The most important context of user experience design is consumer mindset.

Before we start pushing pixels around, we should be working hard to understand consumer wants and needs. Gathering insights into their emotional desires is critical to creating an experience, throughout the entire customer journey, that in both subtle and direct ways will reinforce your brand’s ability to help fulfill their desire.

These learnings can inform all design in both form and content to help deliver effective consumer engagement.

Once prototypes are developed, conducting user experience research, including eye tracking, allow refinements to be made that work to optimize the user experience right down to the micro interaction level.

Creators need to find the right balance between being engaging-entertaining while also being honest about the fact that the entire purpose is to facilitate the customers acquisition of the product or service.

User experience can also be thought of as utility.

The utility of the user experience, as a lens through which to view the entire customer journey, offers designers the opportunity to apply their talents to enhance the performance of the entire team.

Understanding and tracking the entire customer journey is essential to a successful engagement. The fractured media environment today demands simple brand ideas that are delivered simply and always in context of consumer desires. When user experience design diverges from the brand idea, it is no longer doing its job well. There are often opportunities to chase trends and implement ideas, methods, and tactics that may create a short-term boost in sales, but at the same time are weakening the brand.

In the long run, a great, well-executed, brand idea will outperform clever transactional tactics. It takes a strong idea and the willpower to resist the temptation of short-term thinking to build a strong and enduring brand.

To connect the dots, the customer experience journey is an obligation to the brand idea and strong brands are anchored in the mindset of consumer desire.

According to American labor leaders and pioneers, Labor Day celebrates the everyday men and women who work to create “all the grandeur we behold.”

Created as a holiday to celebrate the laboring classes, it honors workers and workers’ rights, like paid sick days, 40-hour workweek and fair working conditions, as well as their contributions to “America’s strength, prosperity and well-being.” GH 

I wonder how the founders of the labor movement would react to the working hours of agency labor?

It’s a business that knows no bounds when it comes to encroaching on quality of life. 

But if you love it, well, such is your life; a labor of love. 

As a business owner, leader or manager in a creative enterprise, utilization of labor is an invaluable tool in accounting the efficiency and financial success of a business. Or is it? 

Utilization in the commercial creative world is a problematic measurement because try as we might to straight-line the process, it is anything but. To the uninitiated staring at a utilization report, it will appear as if efficiency gains should be easy to achieve. Sometimes it really is that easy. Most of the time it’s not. 

While some jobs are task-based and easier to measure, those roles involved in generating strategy and creative work are extremely hard to pin down because creating great work is rarely straight-line. The hours involved are never truly captured and as a result, a false economy is at work. 

Utilization in this context is a blunt instrument and should not be the sole arbiter of performance. Sadly, it has become the hammer that pounds the nails. 

There are two ways to maximize utilization: produce and sell work of such value that you never want for a client or sell the full utilization of your services by taking on just about any work at all. Commercial creative organizations immediately step on a slippery slope when they start taking on work to fill utilization. 

This often happens with a strong sense of benevolence and desire to keep people employed in the face of a downturn in business. Fair enough, but it’s a short-money game that undermines the future of the enterprise if not kept in check.

Because clients are willing to pay only so much for work, it’s a rare day when all the hours involved are actually paid in full. Often, they are not even recorded. Agency personnel learn quickly that they need to bring the work in on estimate.  

The estimate is a negotiation of value between the client and agency. Thus, utilization is an attempt to quantify efficiency relative to the agreed value. It’s also, too often, a denial of real cost. 

Utilization reports that appear to show capacity are sometimes pure fiction that suggest more capacity than actually exists. In fact, most agency staffers are entirely overworked and underperforming because they lack adequate time to recharge. 

Management often turns a blind eye to unbilled hours knowing that if they report these hours, their superiors will be forced to confront the client or open a Pandora’s box of internal issues. 

Maybe the project is over hours because the fee was negotiated incorrectly, the client is a hot mess, or the agency cannot get out of its own way. Regardless of the cause, it’s a rare client who will agree to pay more. 

The true cost: talent flight and the long-term viability of the enterprise. 

Now, let’s go utilize our beach chairs and put our feet up on this, the 140th anniversary of Labor Day, and celebrate some well-deserved rest.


■ The task
Show, in full, each line of the data that contains "GRAMS".
Top of Given entries
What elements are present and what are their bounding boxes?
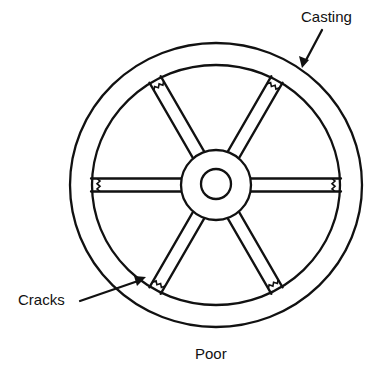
hub [181,150,251,220]
cracks-arrow [80,276,146,301]
cracks-label: Cracks [18,292,65,307]
crack-mark [154,81,164,90]
crack-mark [268,280,278,289]
casting-arrow [299,30,322,68]
spoke [249,179,341,192]
spoke [91,179,183,192]
figure-caption: Poor [195,346,227,361]
spoke [149,76,205,160]
spoke [227,76,283,160]
spoke [149,210,205,294]
cast-wheel-diagram [0,0,389,378]
crack-mark [152,281,165,288]
casting-label: Casting [301,9,352,24]
crack-mark [267,83,280,90]
crack-mark [332,179,335,192]
crack-mark [97,179,100,192]
spoke [227,210,283,294]
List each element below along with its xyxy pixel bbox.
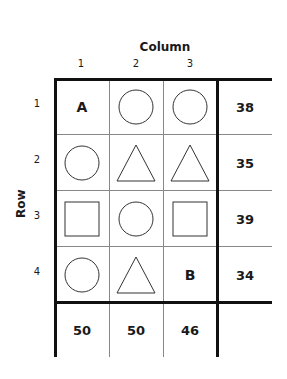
column-number-2: 2 — [109, 58, 163, 69]
circle-icon — [60, 253, 104, 297]
circle-icon — [60, 141, 104, 185]
square-icon — [168, 197, 212, 241]
square-icon — [60, 197, 104, 241]
circle-icon — [114, 85, 158, 129]
row-sum-1: 38 — [218, 79, 272, 135]
triangle-icon — [168, 141, 212, 185]
row-number-1: 1 — [30, 98, 44, 109]
row-number-4: 4 — [30, 266, 44, 277]
column-sum-3: 46 — [163, 304, 217, 357]
row-sum-3: 39 — [218, 191, 272, 247]
circle-icon — [168, 85, 212, 129]
triangle-icon — [114, 141, 158, 185]
column-sum-2: 50 — [109, 304, 163, 357]
row-axis-title: Row — [14, 189, 28, 218]
column-sum-1: 50 — [55, 304, 109, 357]
row-sum-2: 35 — [218, 135, 272, 191]
row-sum-4: 34 — [218, 247, 272, 303]
row-number-2: 2 — [30, 154, 44, 165]
triangle-icon — [114, 253, 158, 297]
cell-label-b: B — [185, 267, 196, 283]
circle-icon — [114, 197, 158, 241]
puzzle-grid: A 38 35 39 B 34 50 50 46 — [54, 78, 272, 357]
column-axis-title: Column — [110, 40, 220, 54]
column-number-3: 3 — [163, 58, 217, 69]
row-number-3: 3 — [30, 210, 44, 221]
column-number-1: 1 — [54, 58, 108, 69]
cell-label-a: A — [77, 99, 88, 115]
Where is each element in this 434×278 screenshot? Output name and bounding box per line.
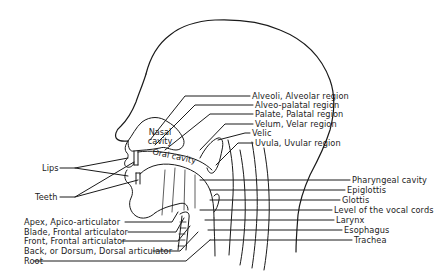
label-pharyngeal-cavity: Pharyngeal cavity [352, 175, 427, 185]
label-uvula: Uvula, Uvular region [255, 138, 341, 148]
label-teeth: Teeth [35, 192, 58, 202]
label-lips: Lips [42, 163, 59, 173]
label-glottis: Glottis [342, 195, 369, 205]
label-velic: Velic [252, 128, 272, 138]
nasal-cavity-label: Nasal cavity [142, 128, 178, 146]
label-larynx: Larynx [336, 215, 364, 225]
label-apex: Apex, Apico-articulator [24, 217, 120, 227]
nasal-cavity-line2: cavity [142, 137, 178, 146]
label-epiglottis: Epiglottis [347, 185, 386, 195]
label-esophagus: Esophagus [344, 225, 389, 235]
label-vocal-cords-level: Level of the vocal cords [334, 205, 434, 215]
label-back-dorsum: Back, or Dorsum, Dorsal articulator [24, 246, 172, 256]
label-root: Root [24, 256, 43, 266]
label-palate: Palate, Palatal region [255, 109, 343, 119]
label-trachea: Trachea [354, 235, 387, 245]
label-front: Front, Frontal articulator [24, 236, 126, 246]
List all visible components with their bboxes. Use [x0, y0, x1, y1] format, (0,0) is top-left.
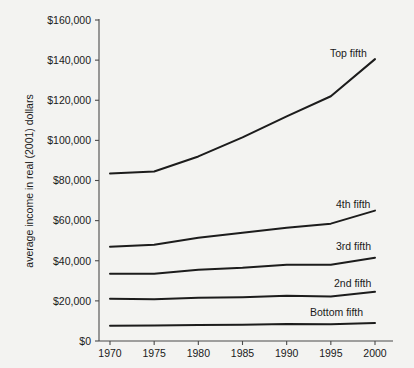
- series-label-top-fifth: Top fifth: [330, 47, 367, 59]
- y-axis-title: average income in real (2001) dollars: [23, 94, 35, 267]
- y-tick-label: $40,000: [53, 255, 91, 267]
- y-axis: $0$20,000$40,000$60,000$80,000$100,000$1…: [47, 14, 99, 347]
- x-tick-label: 2000: [363, 347, 387, 359]
- series-line-3rd-fifth: [110, 258, 375, 274]
- series-line-2nd-fifth: [110, 292, 375, 299]
- chart-canvas: $0$20,000$40,000$60,000$80,000$100,000$1…: [0, 0, 414, 368]
- y-tick-label: $60,000: [53, 214, 91, 226]
- x-tick-label: 1980: [187, 347, 211, 359]
- series-line-top-fifth: [110, 59, 375, 173]
- y-axis-title-text: average income in real (2001) dollars: [23, 94, 35, 267]
- x-tick-label: 1985: [231, 347, 255, 359]
- y-tick-label: $120,000: [47, 94, 91, 106]
- series-label-4th-fifth: 4th fifth: [336, 198, 371, 210]
- y-tick-label: $0: [79, 335, 91, 347]
- x-tick-label: 1975: [142, 347, 166, 359]
- y-tick-label: $80,000: [53, 174, 91, 186]
- y-tick-label: $140,000: [47, 54, 91, 66]
- x-tick-label: 1995: [319, 347, 343, 359]
- series-label-bottom-fifth: Bottom fifth: [310, 306, 363, 318]
- x-tick-label: 1990: [275, 347, 299, 359]
- y-tick-label: $20,000: [53, 295, 91, 307]
- y-tick-label: $100,000: [47, 134, 91, 146]
- series-label-2nd-fifth: 2nd fifth: [334, 277, 372, 289]
- y-tick-label: $160,000: [47, 14, 91, 26]
- x-tick-label: 1970: [98, 347, 122, 359]
- series-line-bottom-fifth: [110, 323, 375, 326]
- x-axis: 1970197519801985199019952000: [98, 341, 393, 359]
- series-label-3rd-fifth: 3rd fifth: [336, 240, 371, 252]
- income-quintile-line-chart: $0$20,000$40,000$60,000$80,000$100,000$1…: [0, 0, 414, 368]
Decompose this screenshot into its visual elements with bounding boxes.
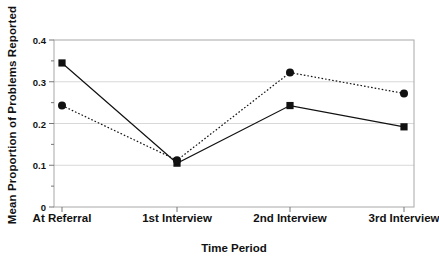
x-axis-category-label: At Referral [33, 212, 92, 224]
series-line-2 [62, 73, 404, 161]
x-axis-category-label: 3rd Interview [369, 212, 439, 224]
y-axis-tick-label: 0.3 [20, 76, 46, 87]
y-axis-tick-label: 0.2 [20, 118, 46, 129]
data-point-marker [58, 102, 66, 110]
x-axis-category-label: 1st Interview [142, 212, 212, 224]
data-point-marker [286, 102, 293, 109]
y-axis-tick-label: 0.4 [20, 35, 46, 46]
x-axis-category-label: 2nd Interview [253, 212, 327, 224]
data-point-marker [173, 156, 181, 164]
series-line-1 [62, 63, 404, 163]
y-axis-tick-label: 0.1 [20, 160, 46, 171]
data-point-marker [286, 69, 294, 77]
data-point-marker [400, 123, 407, 130]
y-axis-tick-label: 0 [20, 202, 46, 213]
data-point-marker [400, 89, 408, 97]
x-axis-title: Time Period [54, 242, 414, 254]
data-point-marker [58, 59, 65, 66]
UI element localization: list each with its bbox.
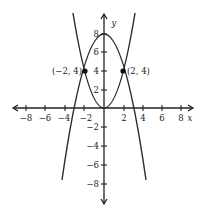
x-axis-label: x (188, 113, 193, 123)
x-tick-labels: −8 −6 −4 −2 2 4 6 8 x (20, 113, 193, 123)
y-axis (101, 14, 107, 204)
x-tick-label: 4 (140, 113, 145, 123)
x-tick-label: −4 (58, 113, 71, 123)
x-tick-label: 8 (178, 113, 183, 123)
y-tick-label: −2 (86, 122, 99, 132)
y-tick-label: 4 (94, 66, 99, 76)
y-tick-label: −8 (86, 179, 99, 189)
y-tick-labels: 8 6 4 2 −2 −4 −6 −8 y (86, 18, 116, 189)
x-tick-label: 6 (159, 113, 164, 123)
x-tick-label: −8 (20, 113, 33, 123)
graph-plot: −8 −6 −4 −2 2 4 6 8 x 8 6 4 2 −2 −4 −6 −… (0, 0, 202, 215)
y-tick-label: 2 (94, 85, 99, 95)
x-tick-label: 2 (121, 113, 126, 123)
point-left (82, 68, 87, 73)
point-right-label: (2, 4) (127, 66, 150, 76)
y-tick-label: −6 (86, 160, 99, 170)
point-left-label: (−2, 4) (52, 66, 82, 76)
point-right (120, 68, 125, 73)
y-tick-label: −4 (86, 141, 99, 151)
x-tick-label: −6 (39, 113, 52, 123)
y-tick-label: 6 (94, 47, 99, 57)
y-axis-label: y (111, 18, 117, 28)
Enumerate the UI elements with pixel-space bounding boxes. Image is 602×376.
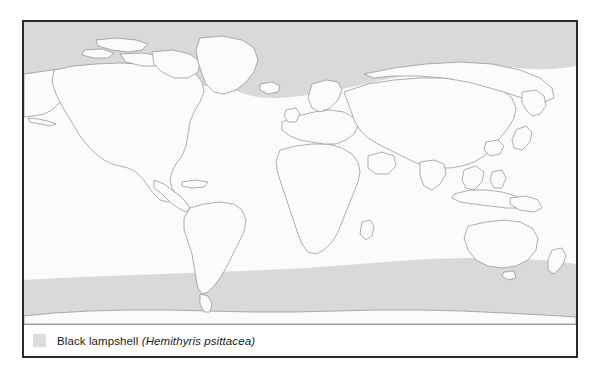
legend-label: Black lampshell (Hemithyris psittacea): [57, 335, 255, 347]
land-caribbean: [182, 180, 208, 188]
legend-scientific-name: (Hemithyris psittacea): [142, 335, 255, 347]
legend-swatch: [33, 334, 46, 347]
figure-frame: Black lampshell (Hemithyris psittacea): [22, 20, 578, 358]
world-map-svg: [24, 22, 576, 324]
map-legend: Black lampshell (Hemithyris psittacea): [24, 325, 576, 356]
map-plate: [24, 22, 576, 324]
figure-page: Black lampshell (Hemithyris psittacea): [0, 0, 602, 376]
legend-common-name: Black lampshell: [57, 335, 138, 347]
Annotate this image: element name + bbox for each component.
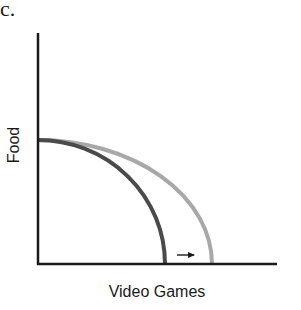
ppf-chart: [0, 0, 301, 310]
original-ppf-curve: [38, 140, 165, 264]
shifted-ppf-curve: [38, 140, 212, 264]
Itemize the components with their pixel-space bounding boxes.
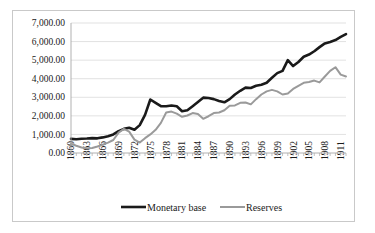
x-axis-tick-label: 1893 [241,141,251,160]
legend-label: Reserves [246,202,282,213]
x-axis-tick-label: 1905 [304,141,314,160]
y-axis-tick-label: 7,000.00 [32,18,66,28]
y-axis-tick-label: 5,000.00 [32,55,66,65]
x-axis-tick-label: 1878 [162,141,172,160]
x-axis-tick-label: 1899 [273,141,283,160]
plot-series [71,34,346,148]
chart-container: 0.001,000.002,000.003,000.004,000.005,00… [12,10,355,222]
y-axis-tick-labels: 0.001,000.002,000.003,000.004,000.005,00… [32,18,66,158]
y-axis-tick-label: 0.00 [48,148,65,158]
y-axis-tick-label: 2,000.00 [32,111,66,121]
x-axis-tick-label: 1863 [82,141,92,160]
series-line [71,34,346,139]
x-axis-tick-label: 1881 [177,141,187,160]
y-axis-tick-label: 6,000.00 [32,37,66,47]
x-axis-tick-labels: 1860186318661869187218751878188118841887… [66,141,346,160]
gridlines [71,23,346,134]
x-axis-tick-label: 1875 [146,141,156,160]
x-axis-tick-label: 1887 [209,141,219,160]
x-axis-tick-label: 1872 [130,141,140,160]
legend-label: Monetary base [147,202,207,213]
x-axis-tick-label: 1884 [193,141,203,160]
y-axis-tick-label: 4,000.00 [32,74,66,84]
x-axis-tick-label: 1911 [336,141,346,160]
y-axis-tick-label: 3,000.00 [32,92,66,102]
chart-legend: Monetary baseReserves [121,202,282,213]
line-chart: 0.001,000.002,000.003,000.004,000.005,00… [13,11,354,221]
y-axis-tick-label: 1,000.00 [32,130,66,140]
x-axis-tick-label: 1908 [320,141,330,160]
x-axis-tick-label: 1869 [114,141,124,160]
x-axis-tick-label: 1896 [257,141,267,160]
x-axis-tick-label: 1902 [289,141,299,160]
x-axis-tick-label: 1890 [225,141,235,160]
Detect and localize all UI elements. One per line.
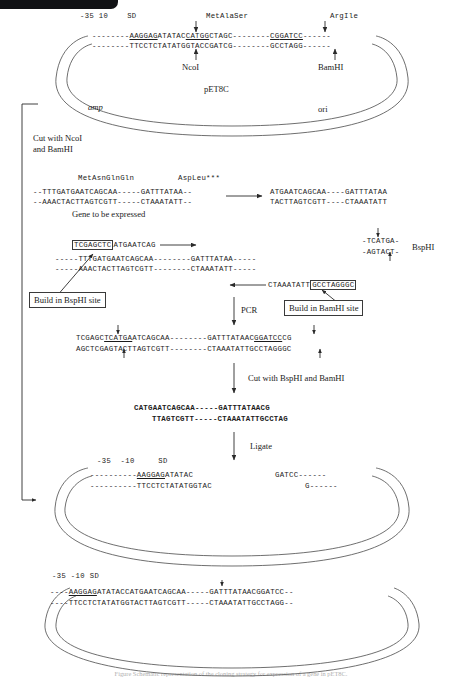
top-plasmid-bottom-strand: --------TTCCTCTATATGGTACCGATCG--------GC… xyxy=(92,42,331,51)
pcrp-e: CG xyxy=(282,334,291,342)
gene-bottom-strand: --AAACTACTTAGTCGTT-----CTAAATATT-- xyxy=(33,198,192,207)
pcr-product-top: TCGAGCTCATGAATCAGCAA--------GATTTATAACGG… xyxy=(76,334,292,343)
mid-plasmid-ruler: -35 -10 SD xyxy=(97,457,168,465)
gene-excised-bottom: TACTTAGTCGTT----CTAAATATT xyxy=(270,198,387,207)
figure-caption: Figure Schematic representation of the c… xyxy=(0,670,462,677)
midp-rest: ATATAC xyxy=(165,471,193,479)
seg-dash-h: ------ xyxy=(303,32,331,40)
enzyme-label-bamhi: BamHI xyxy=(318,62,343,72)
seg-bamhi: GATCC xyxy=(279,32,302,40)
bot-seg-b: CGATCG-------- xyxy=(204,42,270,50)
top-plasmid-ruler: -35 10 SD xyxy=(80,12,137,20)
step-cut-top-line1: Cut with NcoI xyxy=(33,133,82,143)
marker-ori: ori xyxy=(318,104,328,114)
seg-rest: CTAGC-------- xyxy=(209,32,270,40)
gene-caption: Gene to be expressed xyxy=(72,209,145,219)
reverse-primer: CTAAATATTGCCTAGGGC xyxy=(268,281,356,290)
gene-top-strand: --TTTGATGAATCAGCAA-----GATTTATAA-- xyxy=(33,188,192,197)
forward-primer-anneal: ATGAATCAG xyxy=(113,241,155,249)
step-cut-top-line2: and BamHI xyxy=(33,144,73,154)
pcrp-c: ATCAGCAA--------GATTTATAAC xyxy=(132,334,254,342)
gene-aa-right: AspLeu*** xyxy=(178,174,220,182)
botp-sd: AAGGAG xyxy=(69,588,97,596)
top-plasmid-aa-left: MetAlaSer xyxy=(206,12,248,20)
enzyme-label-ncoi: NcoI xyxy=(182,62,199,72)
gene-aa-left: MetAsnGlnGln xyxy=(78,174,134,182)
bottom-plasmid-bottom-strand: ----TTCCTCTATATGGTACTTAGTCGTT-----CTAAAT… xyxy=(50,599,294,608)
cut-bsph-bamh-label: Cut with BspHI and BamHI xyxy=(248,373,344,383)
marker-amp: amp xyxy=(88,102,103,112)
top-plasmid-aa-right: ArgIle xyxy=(330,12,358,20)
botp-bdash: ---- xyxy=(50,599,69,607)
seg-dash-a: -------- xyxy=(92,32,129,40)
botp-dash: ---- xyxy=(50,588,69,596)
seg-spacer: ATATAC xyxy=(158,32,186,40)
botp-binsert: TTAGTCGTT-----CTAAATATTGCCTAG xyxy=(144,599,280,607)
seg-sd: AAGGAG xyxy=(129,32,157,40)
botp-insert: CATGAATCAGCAA-----GATTTATAACGG xyxy=(125,588,266,596)
mid-plasmid-bottom-strand: ----------TTCCTCTATATGGTAC xyxy=(90,482,212,491)
midp-dash: ---------- xyxy=(90,471,137,479)
callout-build-bsph: Build in BspHI site xyxy=(29,292,106,308)
mid-plasmid-top-right: GATCC------ xyxy=(275,471,327,480)
bsph-site-bottom: -AGTACT- xyxy=(362,248,399,257)
mid-plasmid-bottom-right: G------ xyxy=(305,482,338,491)
midp-sd: AAGGAG xyxy=(137,471,165,479)
plasmid-name-pet8c: pET8C xyxy=(204,84,229,94)
botp-tail: ATCC-- xyxy=(266,588,294,596)
reverse-primer-anneal: CTAAATATT xyxy=(268,281,310,289)
pcrp-bsph: TCATGA xyxy=(104,334,132,342)
bottom-plasmid-top-strand: ----AAGGAGATATACCATGAATCAGCAA-----GATTTA… xyxy=(50,588,294,597)
bsph-enzyme-label: BspHI xyxy=(412,242,434,252)
cut-fragment-top: CATGAATCAGCAA-----GATTTATAACG xyxy=(134,404,270,413)
bottom-plasmid-ruler: -35 -10 SD xyxy=(52,572,99,580)
bot-seg-d: ------ xyxy=(303,42,331,50)
bot-seg-c: GCCTAGG xyxy=(270,42,303,50)
pcr-template-top: -----TTTGATGAATCAGCAA--------GATTTATAA--… xyxy=(55,255,256,264)
cut-fragment-bottom: TTAGTCGTT-----CTAAATATTGCCTAG xyxy=(152,415,288,424)
reverse-primer-boxed-site: GCCTAGGGC xyxy=(310,280,356,290)
ligate-step-label: Ligate xyxy=(250,441,272,451)
pcrp-bamh: GGATCC xyxy=(254,334,282,342)
pcrp-a: TCGAGC xyxy=(76,334,104,342)
pcr-product-bottom: AGCTCGAGTACTTAGTCGTT--------CTAAATATTGCC… xyxy=(76,345,292,354)
bsph-site-top: -TCATGA- xyxy=(362,237,399,246)
seg-ncoi: CATGG xyxy=(186,32,209,40)
callout-build-bamh: Build in BamHI site xyxy=(284,300,363,316)
botp-spacer: ATATAC xyxy=(97,588,125,596)
gene-excised-top: ATGAATCAGCAA----GATTTATAA xyxy=(270,188,387,197)
pcr-step-label: PCR xyxy=(241,305,257,315)
botp-bspacer: TTCCTCTATATGGTAC xyxy=(69,599,144,607)
botp-btail: G-- xyxy=(280,599,294,607)
forward-primer: TCGAGCTCATGAATCAG xyxy=(72,241,156,250)
pcr-template-bottom: -----AAACTACTTAGTCGTT--------CTAAATATT--… xyxy=(55,265,256,274)
mid-plasmid-top-strand: ----------AAGGAGATATAC xyxy=(90,471,193,480)
figure-canvas: -35 10 SD MetAlaSer ArgIle --------AAGGA… xyxy=(0,0,462,680)
top-plasmid-top-strand: --------AAGGAGATATACCATGGCTAGC--------CG… xyxy=(92,32,331,41)
forward-primer-boxed-site: TCGAGCTC xyxy=(72,240,113,250)
bot-seg-a: --------TTCCTCTATATGGTAC xyxy=(92,42,204,50)
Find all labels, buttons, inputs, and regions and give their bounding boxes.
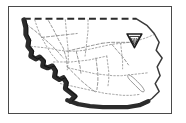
map-caption [0,0,1,1]
map-canvas [9,7,171,113]
map-frame-border [8,6,172,114]
map-description: Black and white line-art outline map of … [0,0,1,1]
map-figure: Regional locator map Black and white lin… [0,0,186,123]
map-title: Regional locator map [0,0,1,1]
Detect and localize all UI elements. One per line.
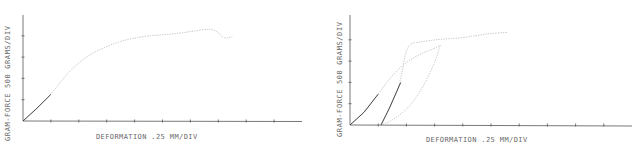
plot-area-left (0, 0, 316, 151)
x-axis-label-right: DEFORMATION .25 MM/DIV (426, 136, 528, 144)
initial-trace-segment (381, 82, 401, 125)
plot-area-right (316, 0, 632, 151)
chart-right: GRAM-FORCE 500 GRAMS/DIV DEFORMATION .25… (316, 0, 632, 151)
data-series-loading (23, 29, 232, 121)
initial-trace-segment (350, 94, 378, 125)
y-axis-label-right: GRAM-FORCE 500 GRAMS/DIV (336, 21, 344, 137)
y-axis-label-left: GRAM-FORCE 500 GRAMS/DIV (4, 25, 12, 141)
initial-trace-segment (23, 94, 51, 121)
x-axis-label-left: DEFORMATION .25 MM/DIV (96, 133, 198, 141)
data-series-reloading (381, 32, 508, 125)
chart-left: GRAM-FORCE 500 GRAMS/DIV DEFORMATION .25… (0, 0, 316, 151)
data-series-unloading (381, 45, 440, 125)
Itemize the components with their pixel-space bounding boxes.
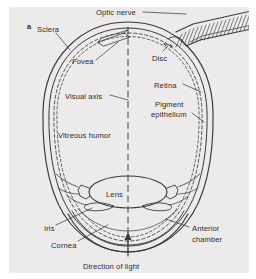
label-direction-of-light: Direction of light bbox=[83, 262, 139, 271]
label-leader-lines bbox=[56, 12, 204, 241]
label-iris: Iris bbox=[44, 224, 55, 233]
ciliary-body-right bbox=[166, 185, 178, 199]
label-anterior: Anterior bbox=[192, 224, 219, 233]
fovea-marker-box bbox=[98, 33, 130, 46]
leader-sclera bbox=[56, 33, 70, 50]
label-fovea: Fovea bbox=[72, 57, 94, 66]
label-vitreous-humor: Vitreous humor bbox=[58, 131, 111, 140]
label-retina: Retina bbox=[154, 81, 177, 90]
label-cornea: Cornea bbox=[51, 241, 77, 250]
panel-label-a: a bbox=[27, 22, 31, 31]
leader-visual-axis bbox=[110, 95, 128, 100]
leader-optic-nerve bbox=[143, 12, 186, 14]
label-sclera: Sclera bbox=[37, 25, 59, 34]
ciliary-body-left bbox=[78, 185, 90, 199]
label-chamber: chamber bbox=[192, 235, 222, 244]
iris-flap-right bbox=[142, 203, 172, 211]
label-optic-nerve: Optic nerve bbox=[96, 8, 136, 17]
label-pigment: Pigment bbox=[155, 100, 184, 109]
label-disc: Disc bbox=[152, 54, 167, 63]
label-epithelium: epithelium bbox=[151, 110, 187, 119]
eye-anatomy-figure: a Optic nerve Sclera Fovea Disc Visual a… bbox=[0, 0, 256, 279]
label-visual-axis: Visual axis bbox=[65, 92, 102, 101]
label-lens: Lens bbox=[106, 190, 123, 199]
optic-nerve-sheath-inner bbox=[190, 24, 256, 42]
optic-nerve-hatching bbox=[176, 13, 254, 47]
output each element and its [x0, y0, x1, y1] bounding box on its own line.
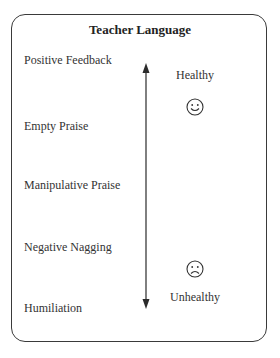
item-empty-praise: Empty Praise [24, 119, 88, 134]
diagram-title: Teacher Language [0, 22, 280, 38]
item-negative-nagging: Negative Nagging [24, 240, 112, 255]
double-arrow-icon [138, 62, 154, 310]
unhealthy-label: Unhealthy [155, 290, 235, 305]
smiley-face-icon [185, 97, 205, 117]
healthy-label: Healthy [155, 68, 235, 83]
item-humiliation: Humiliation [24, 301, 82, 316]
item-manipulative-praise: Manipulative Praise [24, 178, 120, 193]
frowning-face-icon [185, 259, 205, 279]
item-positive-feedback: Positive Feedback [24, 53, 112, 68]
Bottom of Given entries
■ Exercise answer
chart-right: GRAM-FORCE 500 GRAMS/DIV DEFORMATION .25… (316, 0, 632, 151)
y-axis-label-right: GRAM-FORCE 500 GRAMS/DIV (336, 21, 344, 137)
y-axis-label-left: GRAM-FORCE 500 GRAMS/DIV (4, 25, 12, 141)
chart-left: GRAM-FORCE 500 GRAMS/DIV DEFORMATION .25… (0, 0, 316, 151)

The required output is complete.